By sound art scholar Lucia Farineti. “Nattsong” marks the culmination of a 6 year cycle of performances around ancient and minoritised languages.
Titles
Alisoun Sings and hystoricism
“Bergvall’s historically multiple language creates a space where all that is transgressive, opaque, and mobile from the medieval and the contemporary meet”. Review by Toby Altman on Alisoun Sings & the trilogy. Chicago Review.
Issue 63:03/04 Winter/Spring 2020
Collective Poesy
The disruptive pleasures of Alisoun Sings. A review by Charles Theonia. Oct 2020. Jacket 2
Alisounation: “Re-sounding is the name of the game”
Resounding. Re-sounding. Resonance is the name of the game. A spinning riffing vocalising review exchange around Alisoun. By Kyoo Lee for Chinese Underground Literary Mag Spittoon Collective. With great additional links.
“Love binds, love connects”
Review essay by Greg Bem. On Alisoun Sings and looking at links across the trilogy.
Rain Taxi, Fall 2020
An Evolution of Style in 3 Poets
A great read of Alisoun Sings by Marc Scroggins. Also looks at Erica Hunt and John Matthias. HYPERALLERGIC.
Poetry Among & In The Midst
Came across this article again archived as PDF. Around Cecilia Vicuña and my own performative “interart” practices. Denise Newman. World Literature Today.
Dawn performance draws crowd on roof of Gaelic College.
In collaboration with Gaelic speakers on the island, Bergvall devised a powerful and entrancing piece, which took the audience on a sonic journey as the sun rose above the mountains. The dawn chorus’ of birds and a passing rain shower added to a multifaceted work.
Conference (after Attar)
review, Jonathan Jones, The Guardian
Jonathan Jones: Whistable Biennale Review.
The most ambitious meditation on the way people, birds and words live in perpetual migration is a performance by Norway’s Caroline Bergvall.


**WHAT IS BEING ASKED:** Reproduce exactly the run of lines that begins with the one containing "Compute the bounding" and ends with the last line of the records, omitting pictures.

(Data excerpts)
========
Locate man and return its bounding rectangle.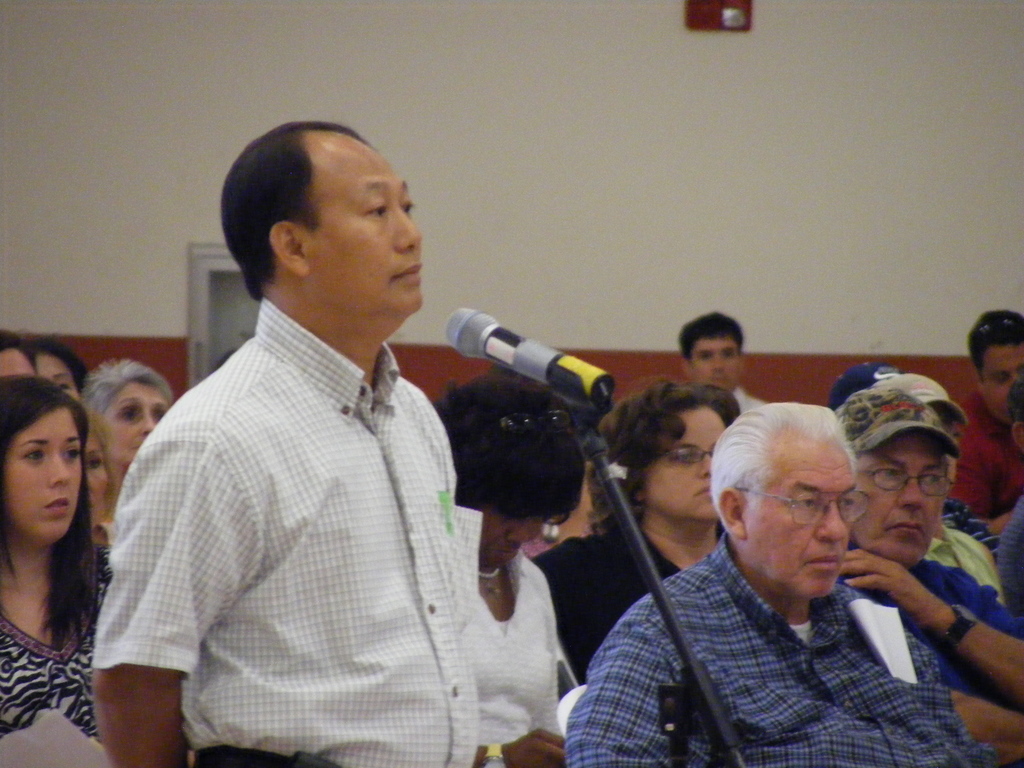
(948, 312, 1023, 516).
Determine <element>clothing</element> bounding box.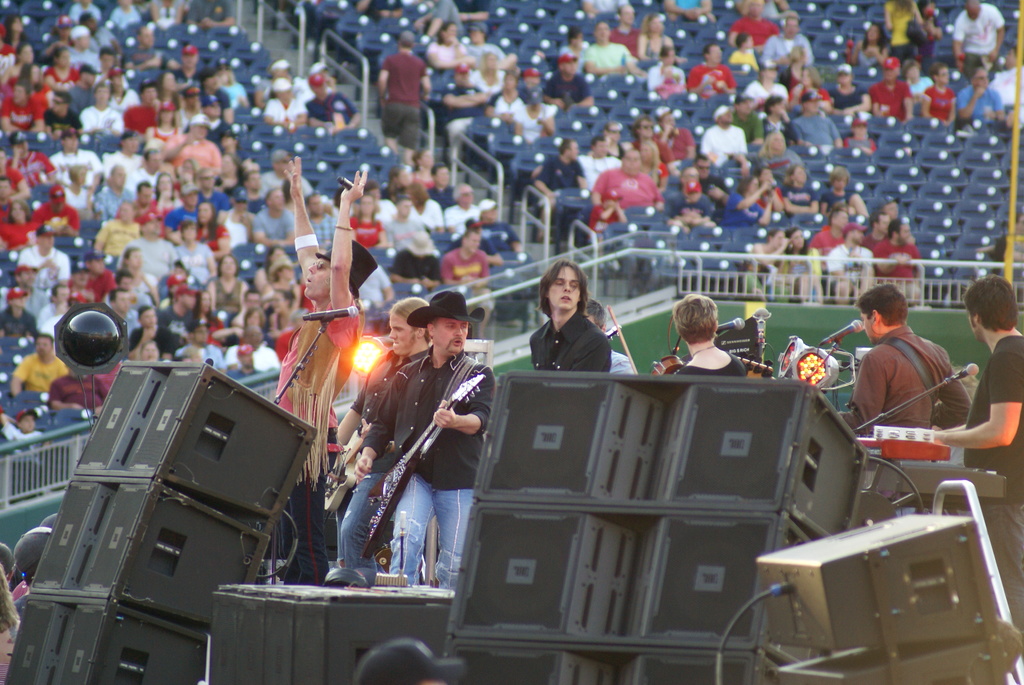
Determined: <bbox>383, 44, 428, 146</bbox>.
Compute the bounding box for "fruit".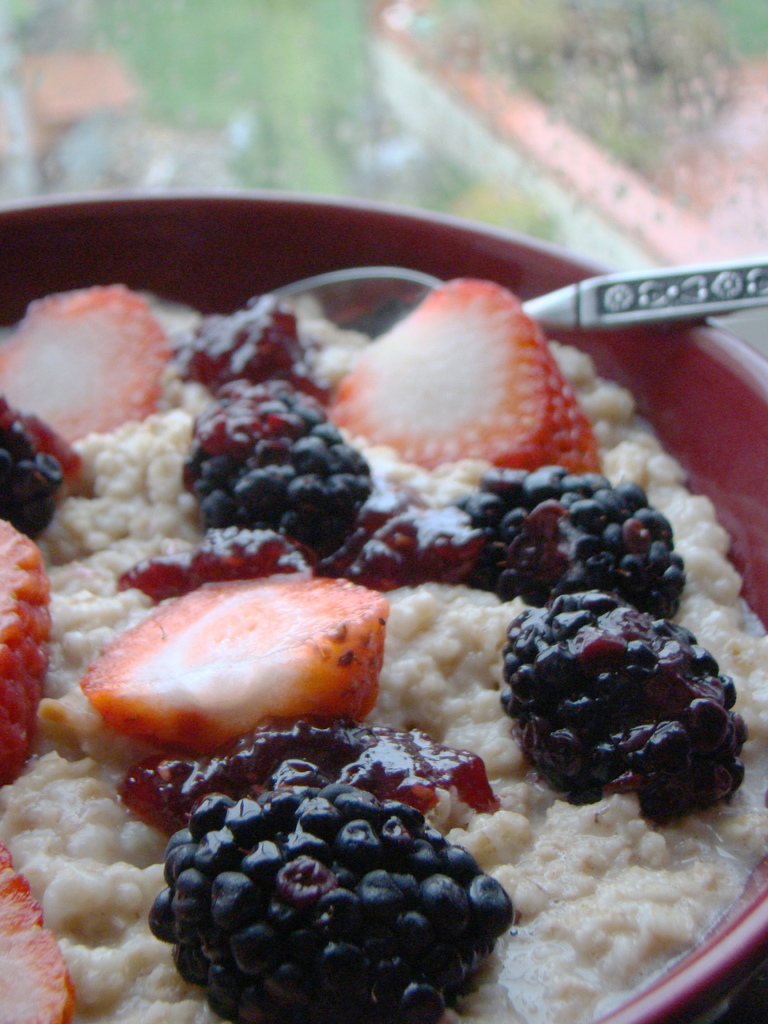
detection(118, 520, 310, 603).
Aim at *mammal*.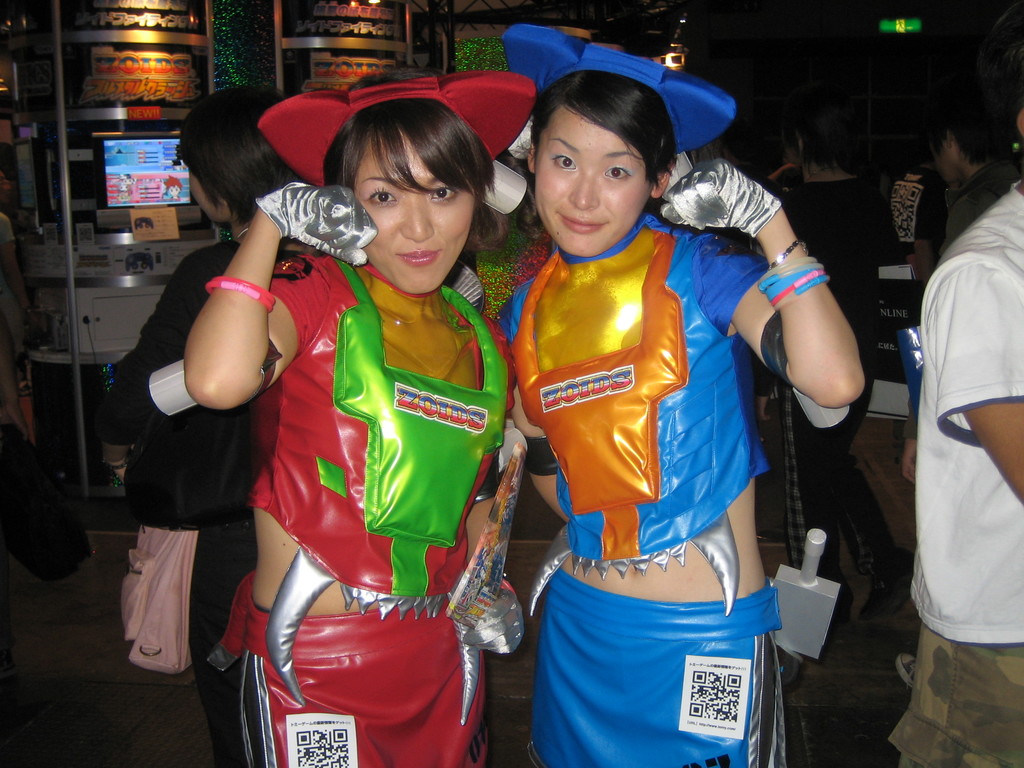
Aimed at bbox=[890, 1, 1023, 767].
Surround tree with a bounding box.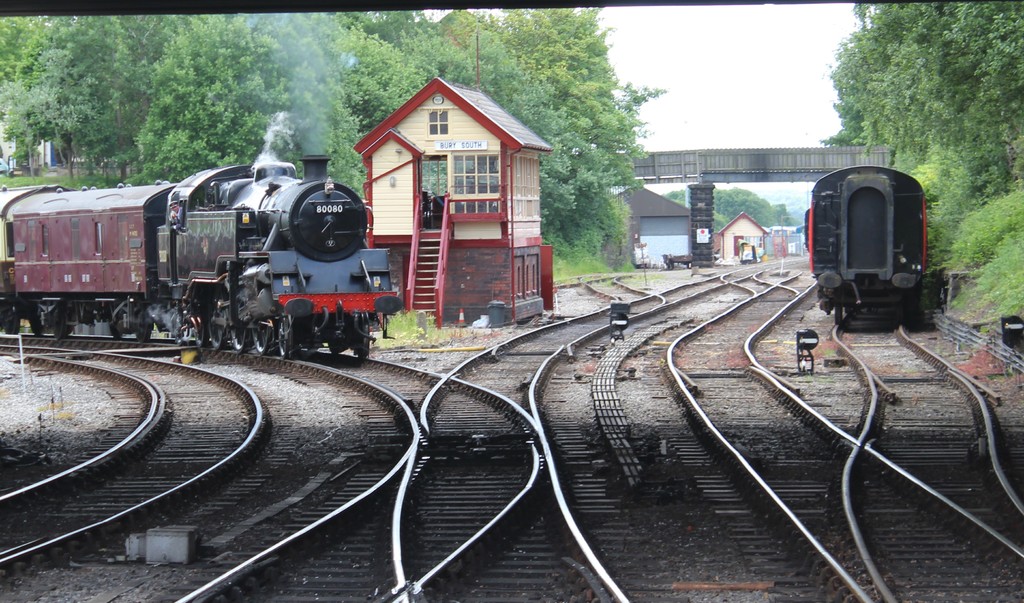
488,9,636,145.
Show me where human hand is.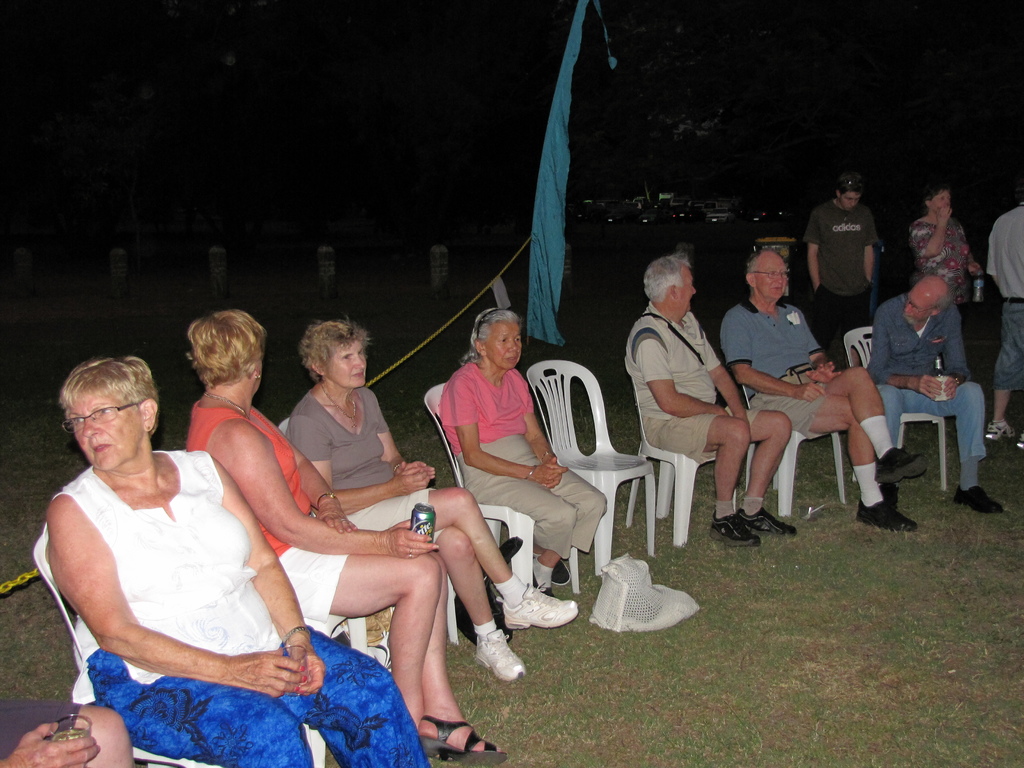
========
**ANSWER SECTION:**
Compute the bounding box for "fruit".
detection(118, 520, 310, 603).
Aim at *mammal*.
Aimed at bbox=[890, 1, 1023, 767].
Surround tree with a bounding box.
488,9,636,145.
Show me where human hand is.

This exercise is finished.